All this on a day that saw a partial win for Democrats, with Congress passing and Biden signing legislation to keep the government running past Thursday’s fiscal yearend deadline and avert a federal shutdown that had been threatened by Republican blockades.

The public works bill is one piece of that broader Biden vision, a $1 trillion investment in routine transportation, broadband, water systems and other projects bolstered with extra funding. It won bipartisan support in the Senate but has now become snared by the broader debate.

Attention remains squarely focused on Manchin and Sinema, two centrist Democrats who helped steer that bipartisan bill to passage, but have concerns that Biden's overall bill is too big. The two senators have infuriated colleagues by not making any counter-proposals public.

Under scrutiny, Manchin called an impromptu press conference Thursday outside the Capitol, insisting he has been clear from the start.

“I'm willing to sit down and work on the $1.5," Manchin told reporters, as protesters seeking a bigger package and Biden's priorities chanted behind him.

Manchin said he told the president as much during their talks this week, and confirmed that he put his views to paper during earlier talks this summer with Schumer.

It's not just Manchin's demands to reduce the overall size, but the conditions he wants placed on new spending that will rile his more liberal colleagues as he works to ensure the aid goes only to lower-income people, rather than broader swaths of Americans. Tensions spiked late Wednesday when Manchin sent out a fiery statement, decrying the broad spending as “fiscal insanity.”

Sinema was similarly working to stave off criticism and her office said claims that she has not been forthcoming are “false” — though she has not publicly disclosed her views over what size package she wants and has declined to answer questions about her position.

Sinema has put dollar figures on the table and “continues to engage directly in good-faith discussions” with both Biden and Schumer, spokesman John LaBombard said in a statement.

Democrats’ campaign promises on the line, the chairwoman of the Congressional Progressive Caucus, Rep.

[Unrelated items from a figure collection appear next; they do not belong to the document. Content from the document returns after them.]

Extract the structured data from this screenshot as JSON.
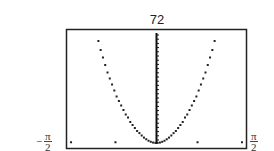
{
  "chart_data": {
    "type": "scatter",
    "title": "",
    "xlabel": "",
    "ylabel": "",
    "window": {
      "xmin_label": "-π/2",
      "xmax_label": "π/2",
      "ymax_label": "72",
      "xlim": [
        -1.5708,
        1.5708
      ],
      "ylim": [
        0,
        72
      ]
    },
    "grid": false,
    "axes": {
      "y_axis_at_x": 0,
      "y_axis_ticks": true
    },
    "series": [
      {
        "name": "curve",
        "style": "dots",
        "x": [
          -1.02,
          -0.98,
          -0.94,
          -0.9,
          -0.86,
          -0.82,
          -0.78,
          -0.74,
          -0.7,
          -0.66,
          -0.62,
          -0.58,
          -0.54,
          -0.5,
          -0.46,
          -0.42,
          -0.38,
          -0.34,
          -0.3,
          -0.26,
          -0.22,
          -0.18,
          -0.14,
          -0.1,
          -0.06,
          -0.02,
          0.02,
          0.06,
          0.1,
          0.14,
          0.18,
          0.22,
          0.26,
          0.3,
          0.34,
          0.38,
          0.42,
          0.46,
          0.5,
          0.54,
          0.58,
          0.62,
          0.66,
          0.7,
          0.74,
          0.78,
          0.82,
          0.86,
          0.9,
          0.94,
          0.98,
          1.02
        ],
        "y": [
          68,
          62,
          57,
          52,
          47,
          43,
          39,
          35,
          31,
          28,
          25,
          22,
          19,
          17,
          14,
          12,
          10,
          8,
          6.6,
          5,
          3.6,
          2.5,
          1.5,
          0.8,
          0.3,
          0.1,
          0.1,
          0.3,
          0.8,
          1.5,
          2.5,
          3.6,
          5,
          6.6,
          8,
          10,
          12,
          14,
          17,
          19,
          22,
          25,
          28,
          31,
          35,
          39,
          43,
          47,
          52,
          57,
          62,
          68
        ]
      },
      {
        "name": "stray-points",
        "style": "dots",
        "x": [
          -1.5,
          -0.72,
          0.72,
          1.5
        ],
        "y": [
          0.5,
          0.5,
          0.5,
          0.5
        ]
      }
    ]
  },
  "labels": {
    "ymax": "72",
    "xmin_sign": "−",
    "xmin_num": "π",
    "xmin_den": "2",
    "xmax_num": "π",
    "xmax_den": "2"
  }
}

Pramila Jayapal, said exiting Pelosi’s office that the progressives’ views were unchanged -- they won't vote for one bill without the other and would stay all weekend to get a deal.

“Inaction is insanity," said Rep. Ilhan Omar, D-Minn., another progressive leader, pointing her criticism clear at Manchin's remarks.

“Trying to kill your party’s agenda is insanity. Not trying to make sure the president we all worked so hard to elect, his agenda pass, is insanity.”

Centrists warned off canceling Thursday’s vote as a “breach of trust that would slow the momentum in moving forward in delivering the Biden agenda,” said Rep. Stephanie Murphy, D-Fla., a leader of the centrist Blue Dog Democrats.

At the same time, Congress mostly resolved a more immediate crisis by passing legislation to provide government funding and avoid a federal shutdown, keeping operations going temporarily to Dec. 3. The House quickly followed, and Biden signed the bill Thursday evening.

With Republicans opposed in lockstep to the president's big plan, deriding it as slide to socialist-style spending, Biden is reaching for a deal with members of his own party for a signature legislative accomplishment.

Biden insists the price tag actually will be zero because the expansion of government programs would be largely paid for with higher taxes on corporations and the wealthy — businesses earning more than $5 million a year, and individuals earning more than $400,000 a year, or $450,000 for couples.

___

Associated Press writers Mary Clare Jalonick, Brian Slodysko and Zeke Miller contributed to this report.